PROBLEM – Please output the lines from the one with "reading: 0.8 cm" through the end of the data exactly as written, omitting all pictures.

PROVIDED MATERIAL –
——

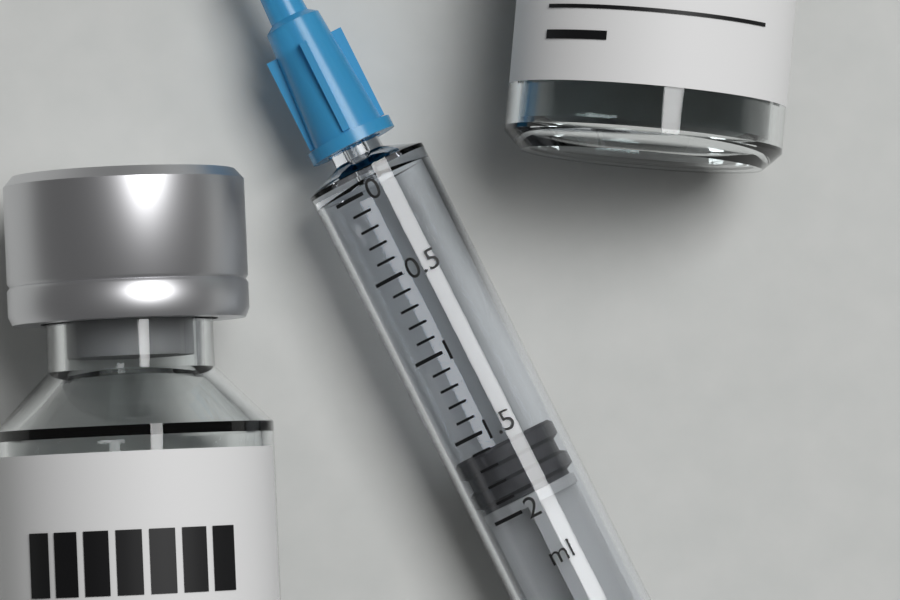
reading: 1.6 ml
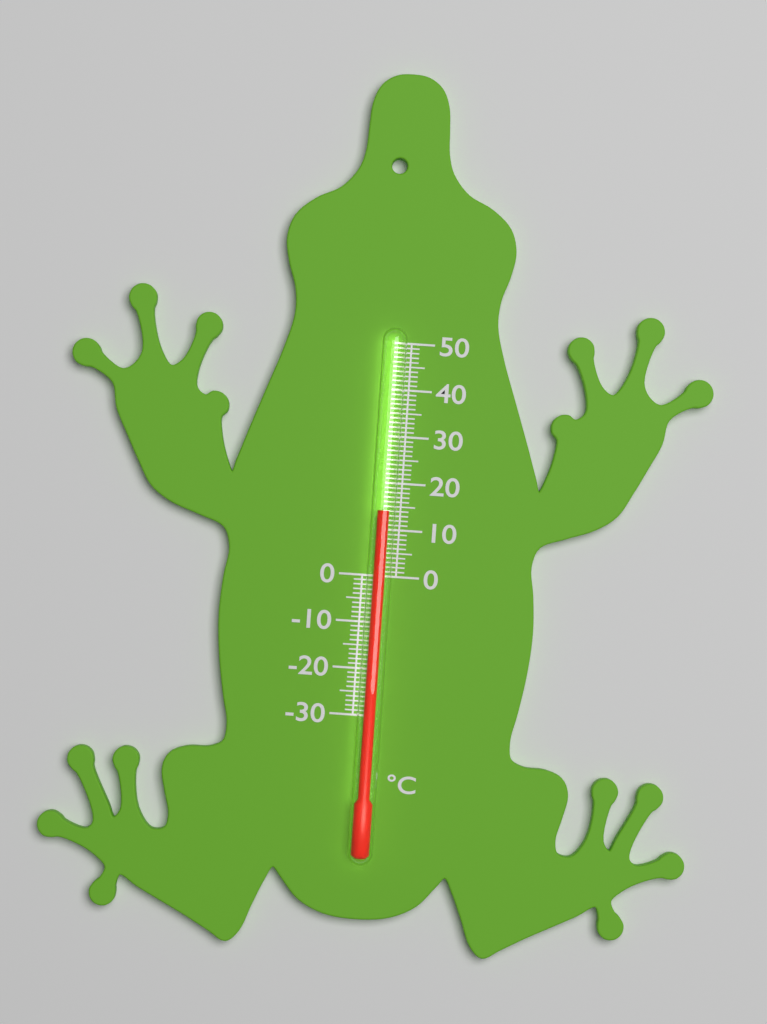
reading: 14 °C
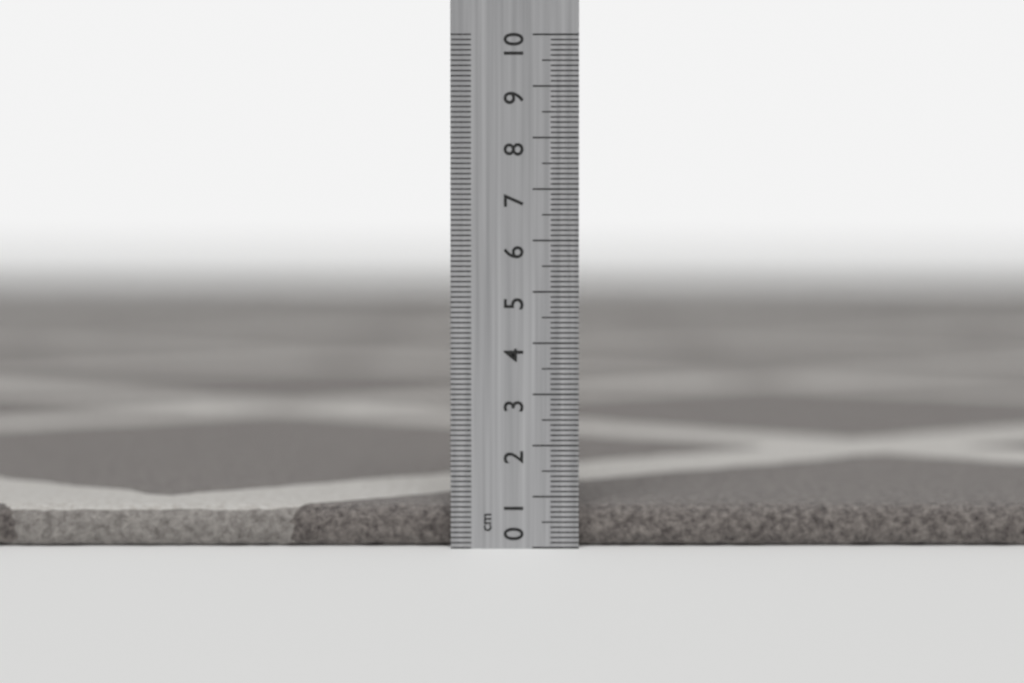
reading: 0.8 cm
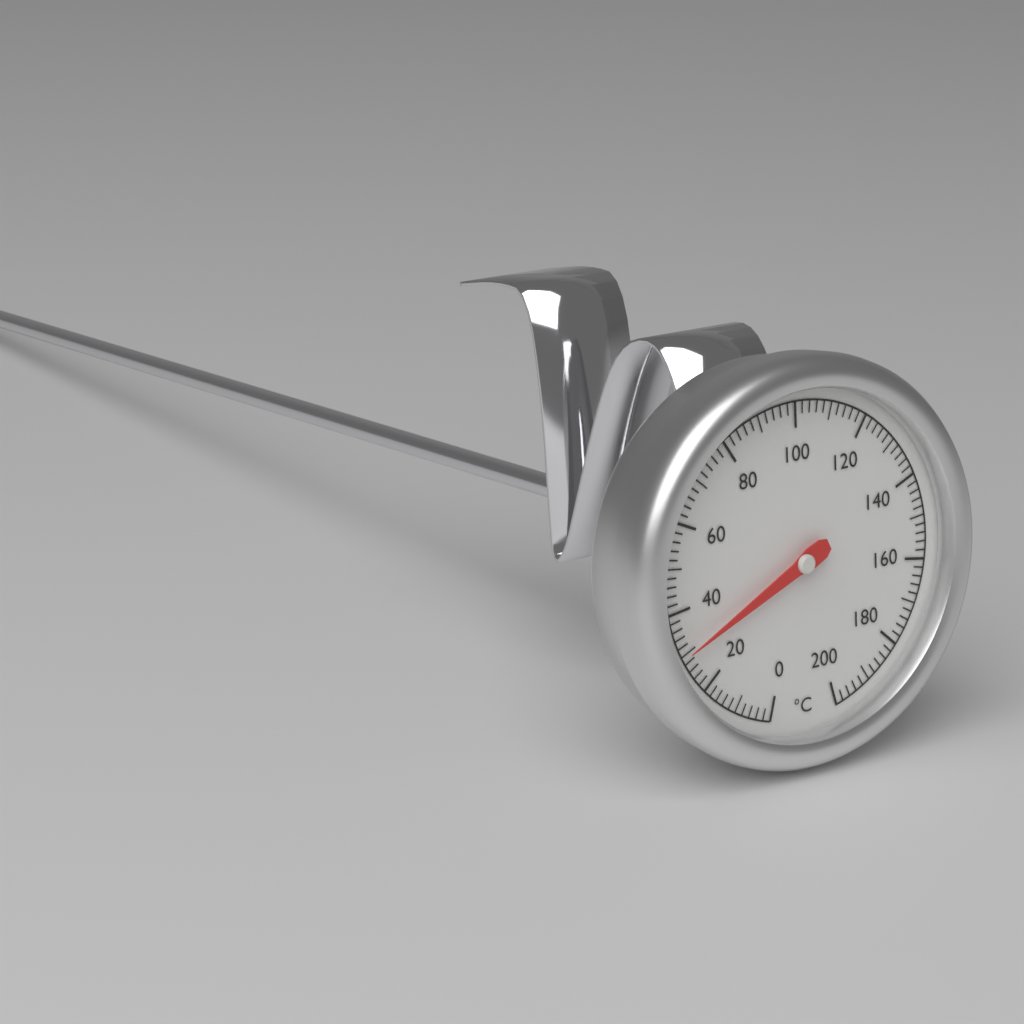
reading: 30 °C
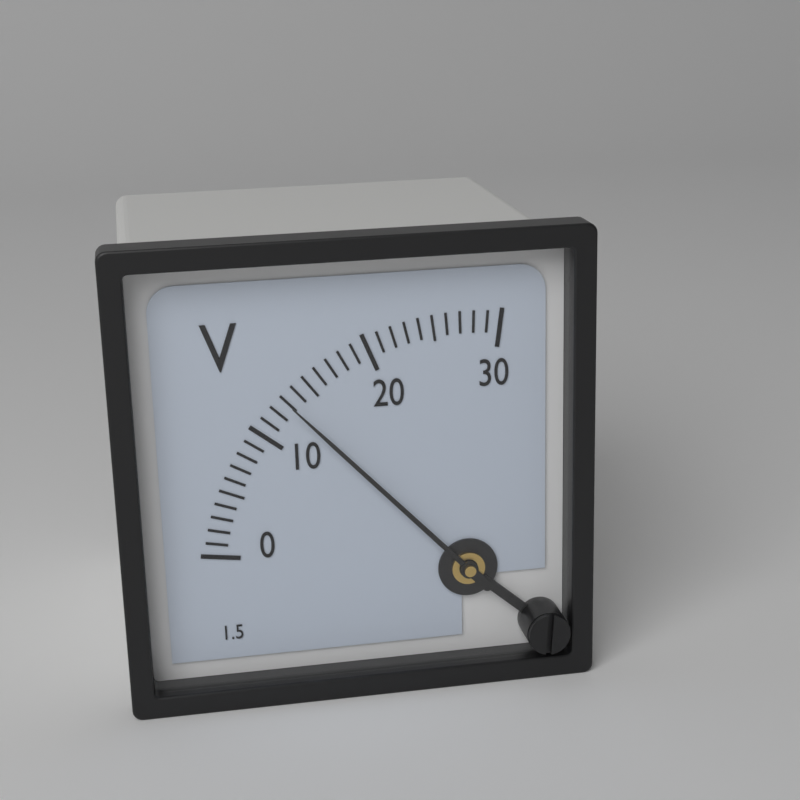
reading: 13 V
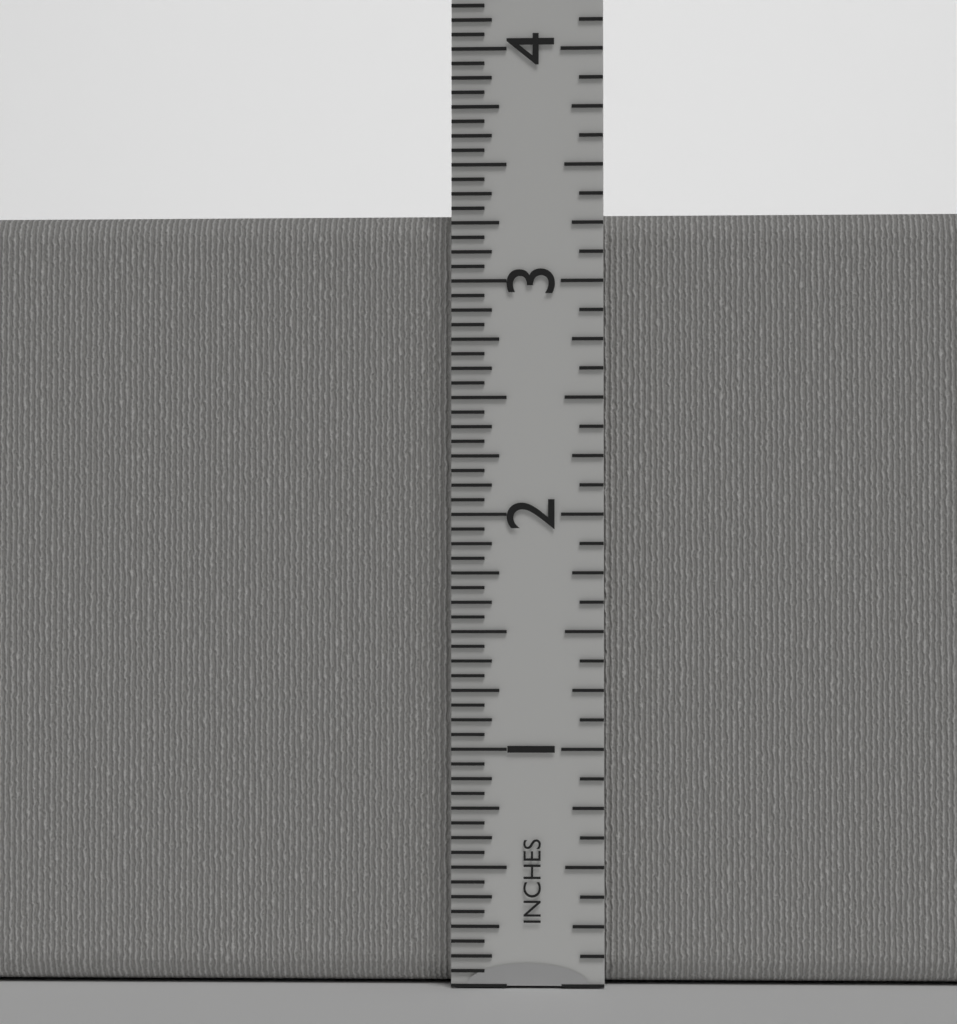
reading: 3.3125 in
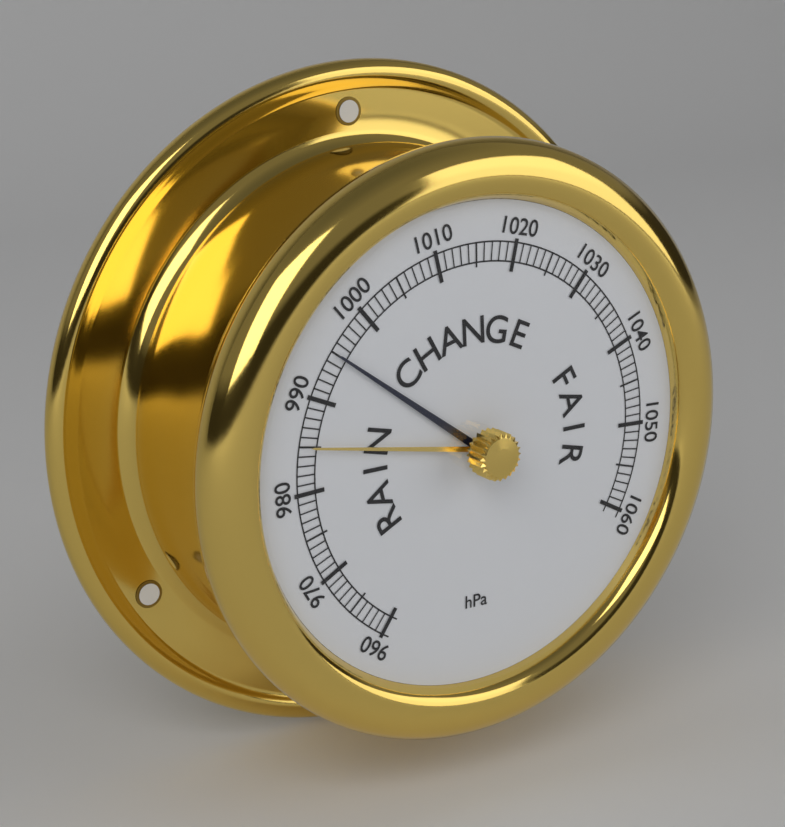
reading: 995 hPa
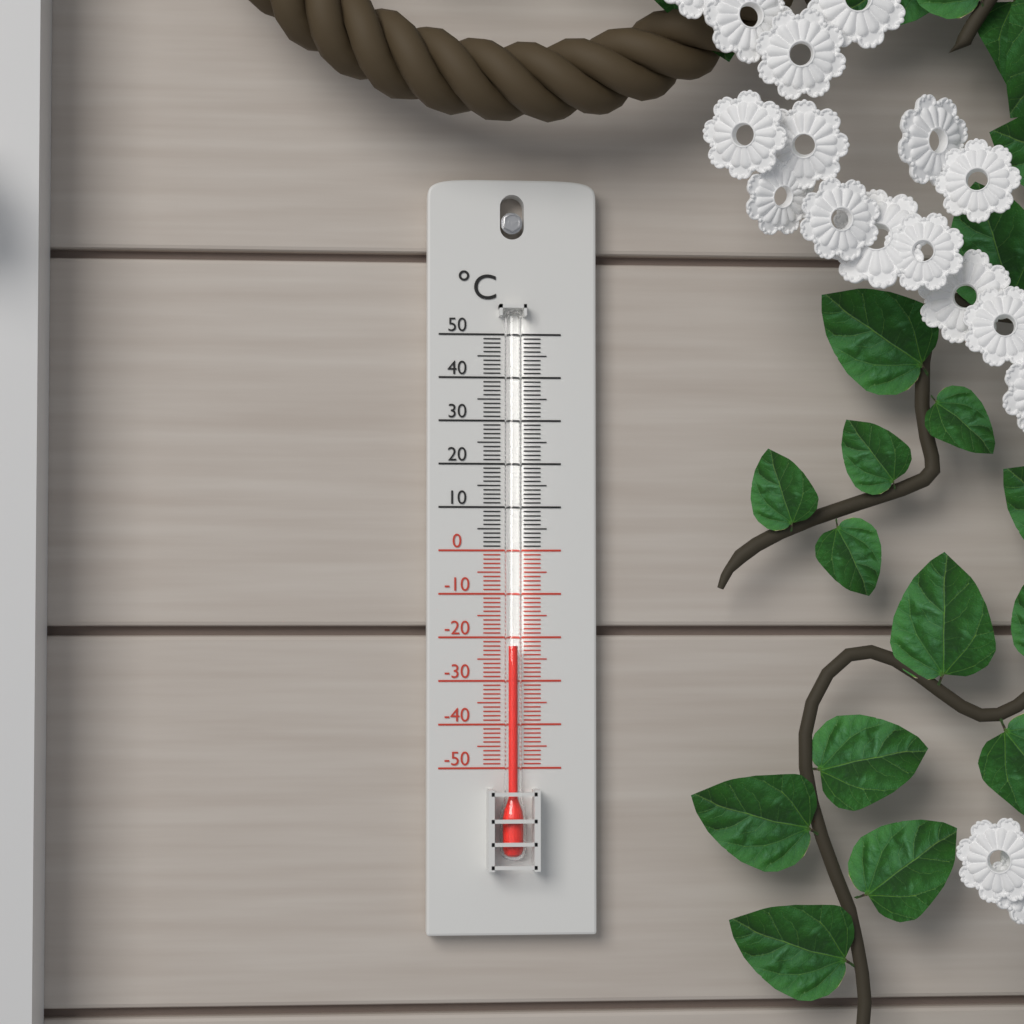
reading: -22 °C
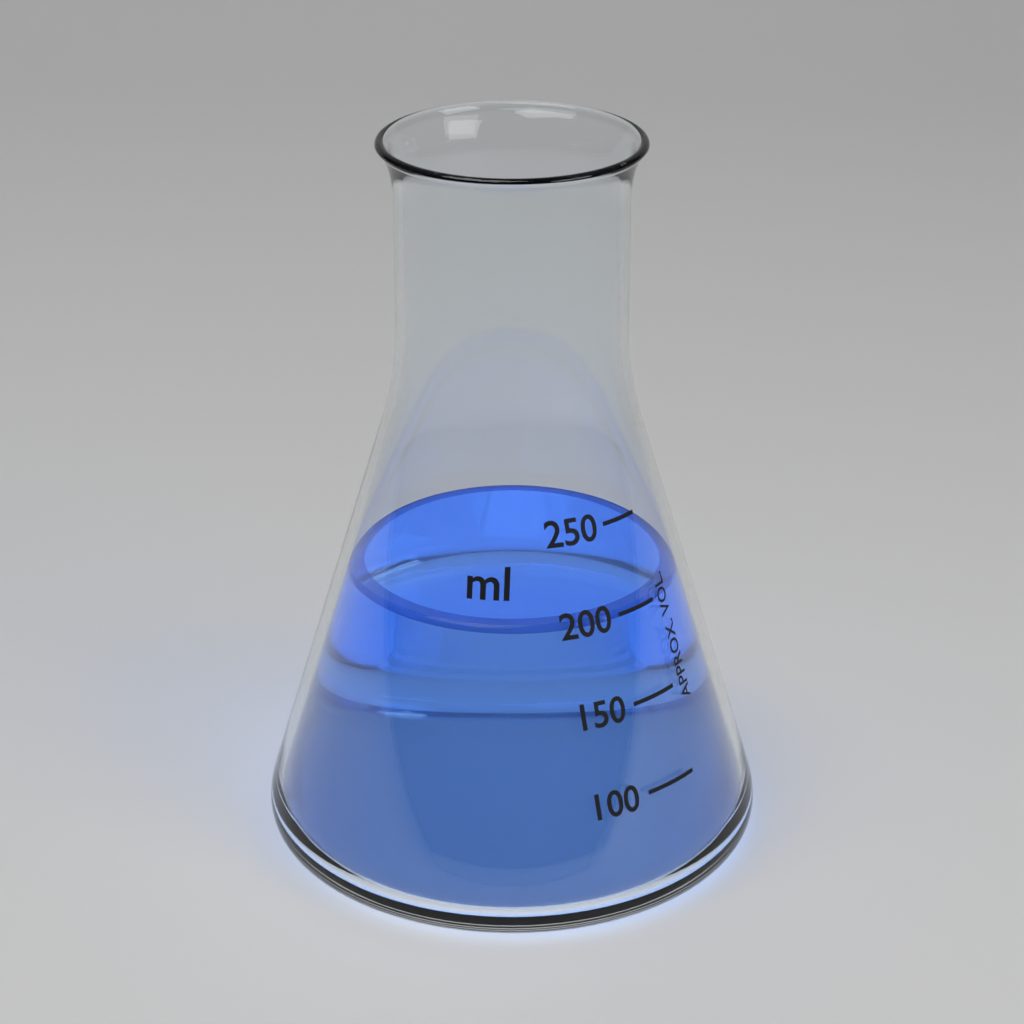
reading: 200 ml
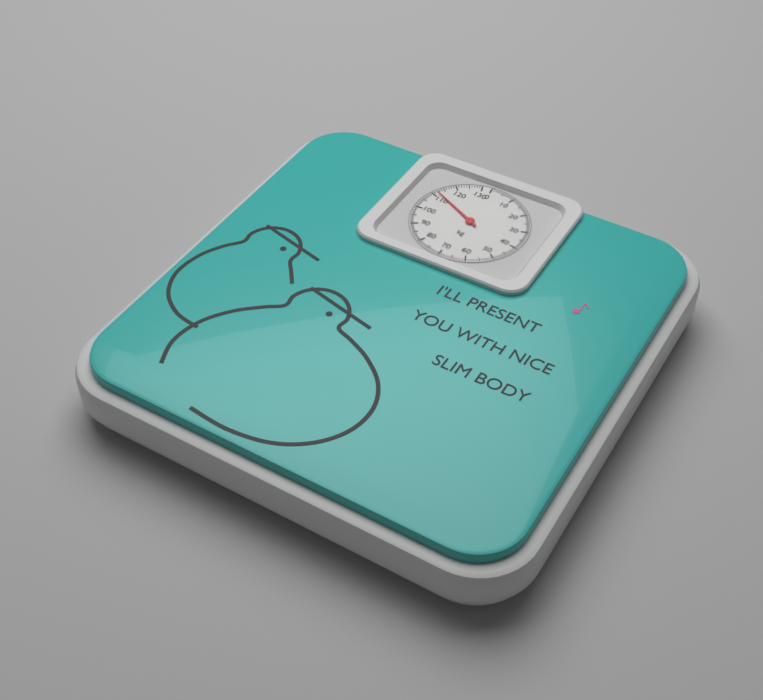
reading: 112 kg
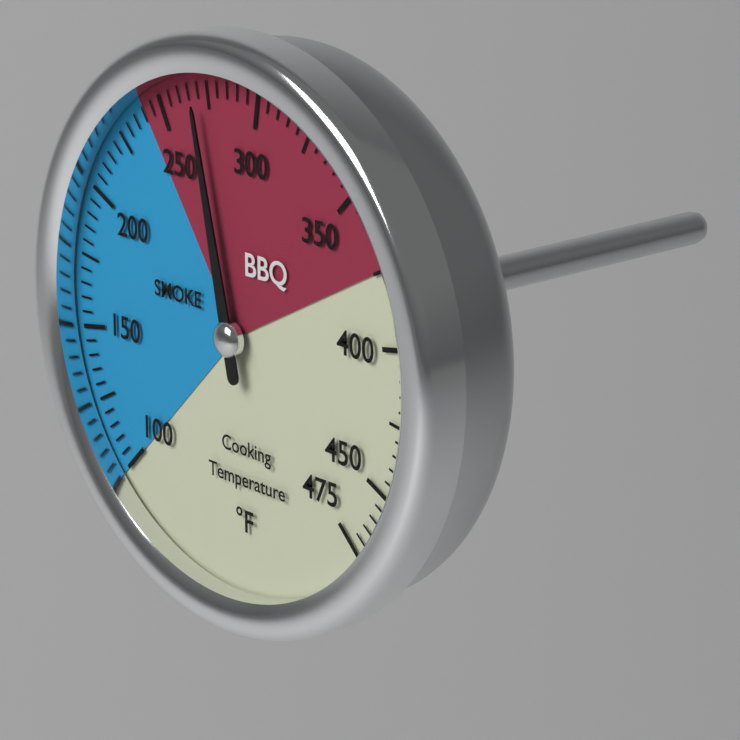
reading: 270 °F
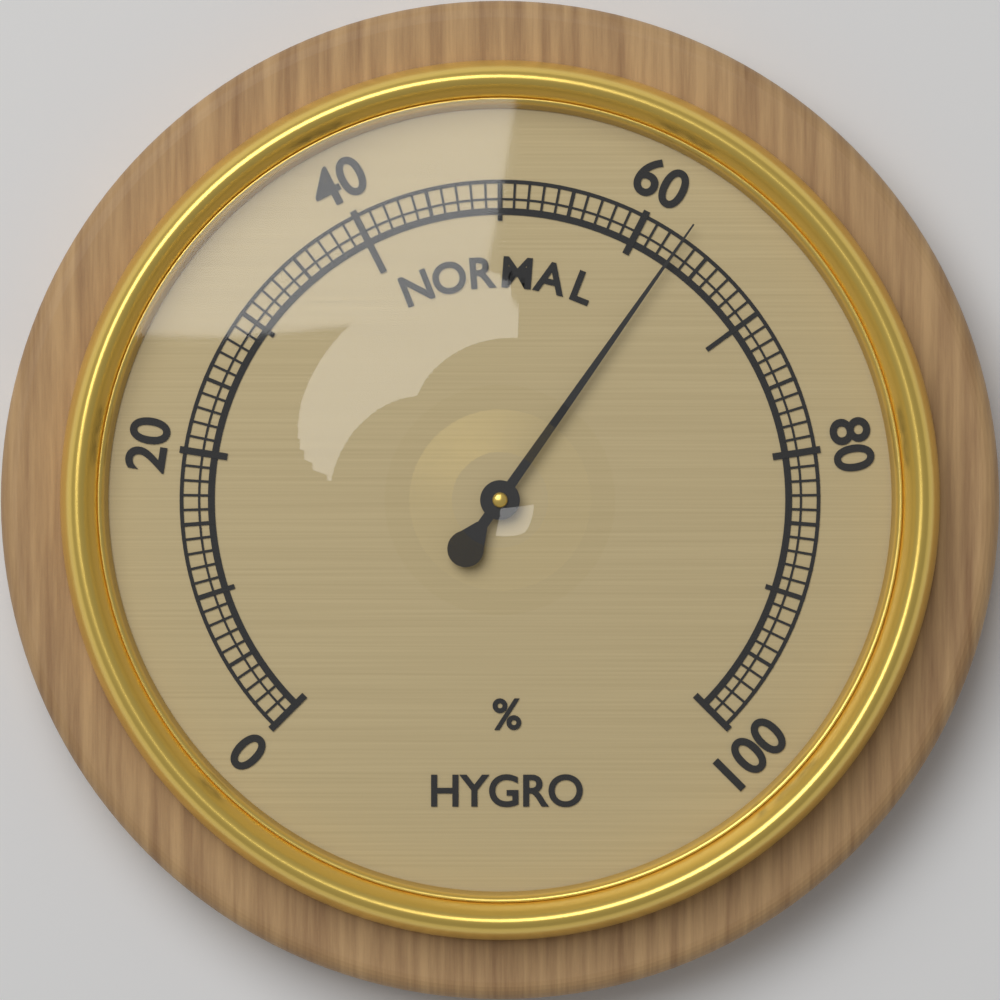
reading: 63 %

——

WRITTEN REPLY –
reading: 0.8 cm
reading: 30 °C
reading: 13 V
reading: 3.3125 in
reading: 995 hPa
reading: -22 °C
reading: 200 ml
reading: 112 kg
reading: 270 °F
reading: 63 %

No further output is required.